NN Method for Protein Feature Selection
Artificial Neural Networks(ANN) are a popular tool for classification, prediction and clustering. There are numerous architectures for ANNs existing. ANNs have been found to be useful even in the genomic analysis applications. ANN architecture used is called multilayer perceptron (MLP) with back propagation. The MLP is known to be a powerful function approximator for prediction and classification problems.
Relief Feature Selection
Relief is a novel approach which has proved to be very efficient forestimating feature quality. Gilad-Bachrach et al. have the basis formaulation for Relief. A margin-based criterion measure was employed to assess the quality of the feature sets. The algorithm maintains a data structure known as ‘weight vector’ over all features and updates this vector according to the given sample points(data points). They also explained how to select a determinant threshold in such a way that ensures a low probability that a given irrelevant feature is chosen. The returned weight values allow us to determine which attributes are relevant and to set an order among them. Given a dataset, Relief returns a ranking of features according to an importance weight. This algorithm has an advantage that it has been used in Proteomics providing good results and moreover it is simple and efficient too.

CONCLUSION

Thus this paper briefs about genomics and the needs of feature selection in genomics and protein analysis. Several advanced approaches in feature selection for general purposes and feature selection for genomic and bioinformatics purposes have been put surveyed in this paper.

References

  1. Niijima, S. and Okuno, Y., Laplacian Linear Discriminant Analysis Approach to Unsupervised Feature Selection, IEEE/ACM Transactions on Computational Biology and Bioinformatics, 2009.
  2. Rajdev Tiwari and Manu Pratap Singh, Correlation-based Attribute Selection using Genetic Algorithm, International Journal of Computer Applications, August 2010.

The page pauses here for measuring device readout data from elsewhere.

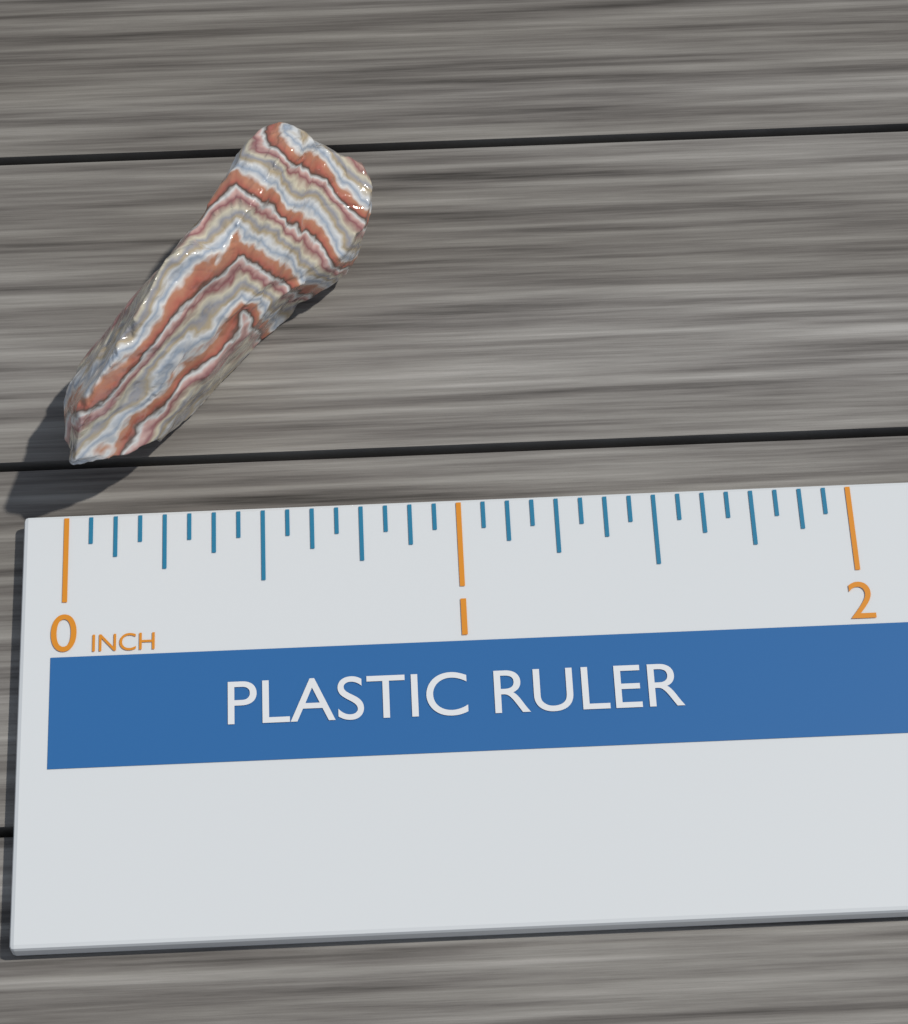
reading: 0.8125 inch
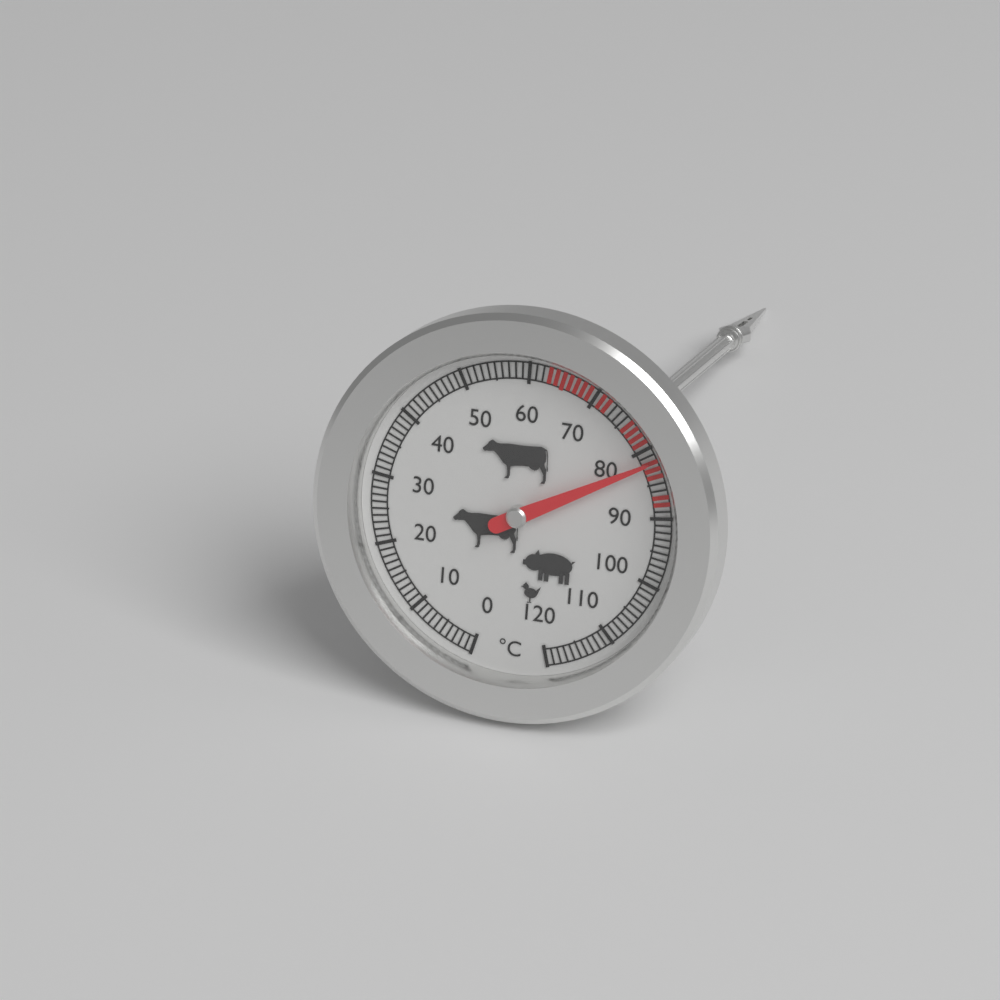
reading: 82 °C
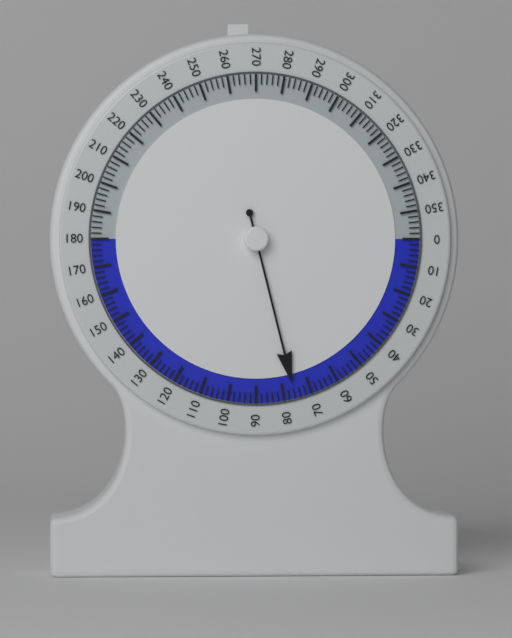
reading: 76 (no unit)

  3. Lei Yu and Huan Liu, Efficient Feature Selection via Analysis of Relevance and Redundancy, Journal of Machine Learning Research, 2004.

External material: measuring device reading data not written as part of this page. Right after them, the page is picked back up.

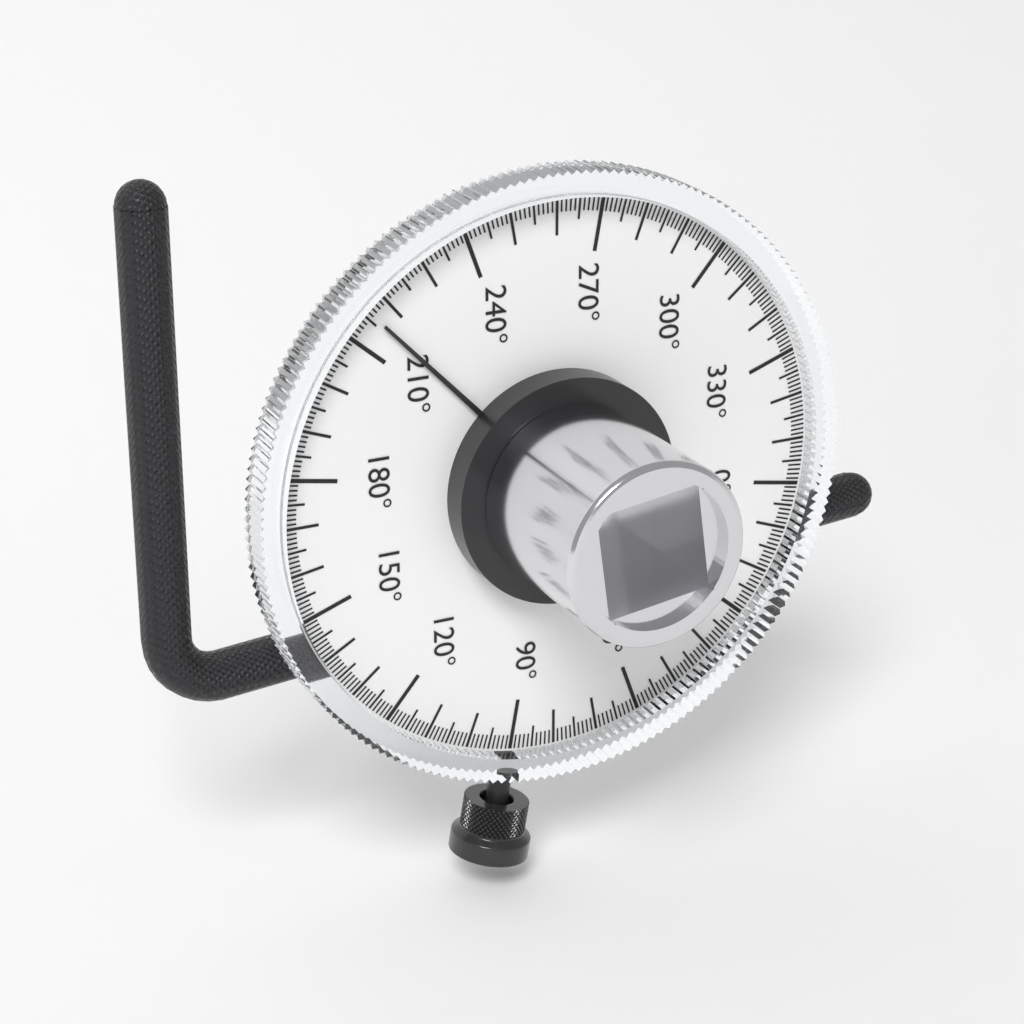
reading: 216 °
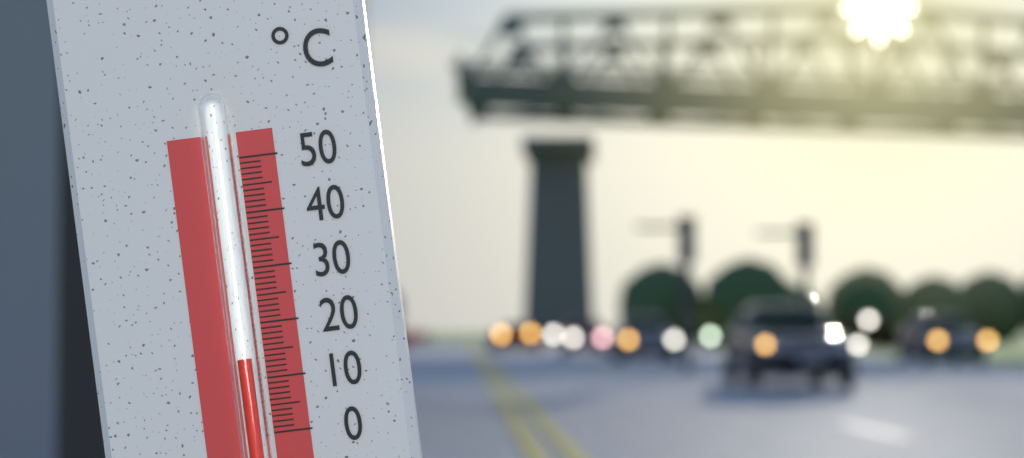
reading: 14 °C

  4. Lei Yu and Huan Liu, Feature Selection for High-Dimensional Data: A Fast Correlation-Based Filter Solution, Proceedings of the Twentieth International Conference on Machine Learning (ICML-2003), Washington DC, 2003.
  5. Jae-Hong Eom, Byoung-Tak Zhang, Adaptive Neural Network-Based Clustering of Yeast Protein–Protein Interactions, Intelligent Information Technology Lecture Notes in Computer Science Volume 3356, 2005, pp 49-57.

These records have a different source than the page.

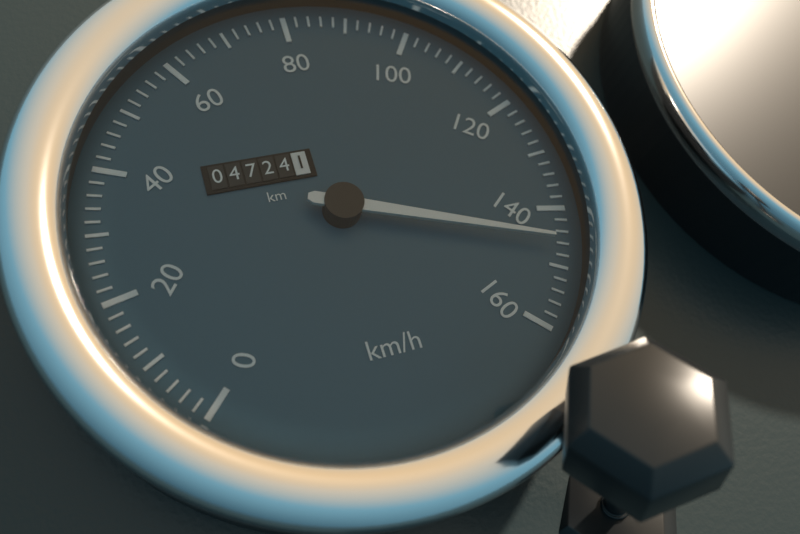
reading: 146 km/h
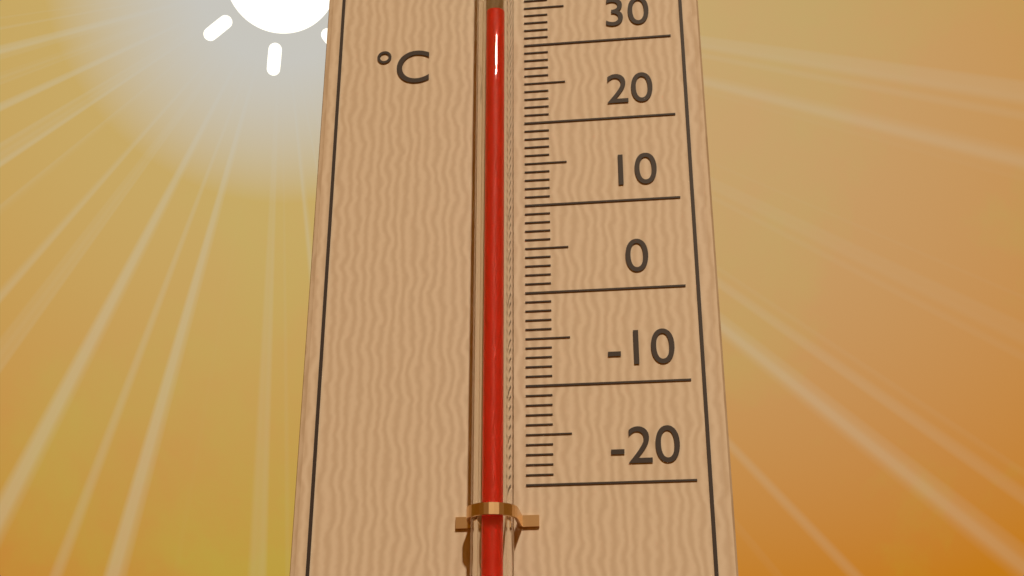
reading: 32 °C
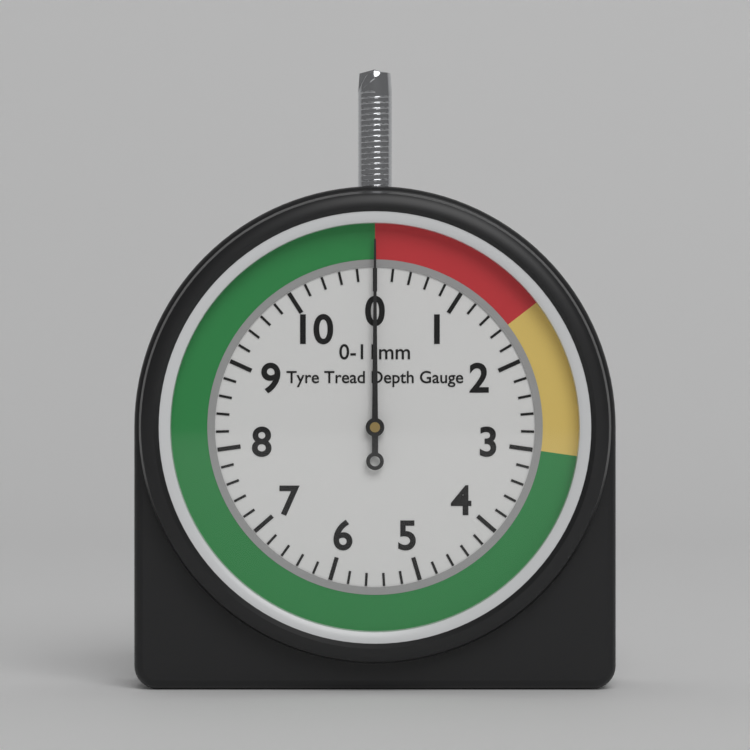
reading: 0.0 mm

  6. Santi Phithakkitnukoon, Ram Dantu, Inferring Social Groups Using Call Logs, On the Move to Meaningful Internet Systems: OTM 2008 Workshops Lecture Notes in Computer Science Volume 5333, 2008, pp 200-210.
  7. Yongjin Li and Jagdish C. Patra, Selection of Features from Protein-Protein Interaction Network for Identifying Cancer Genes, IEEE 2008.
  8. Jian Zhang , Zongjue Qian , Guochu Shou , Yihong Hu , An Automated On-line Traffic Flow Classification Scheme , Proceedings of the Fifth International Conference on Intelligent Information Hiding and Multimedia Signal Processing, 2009.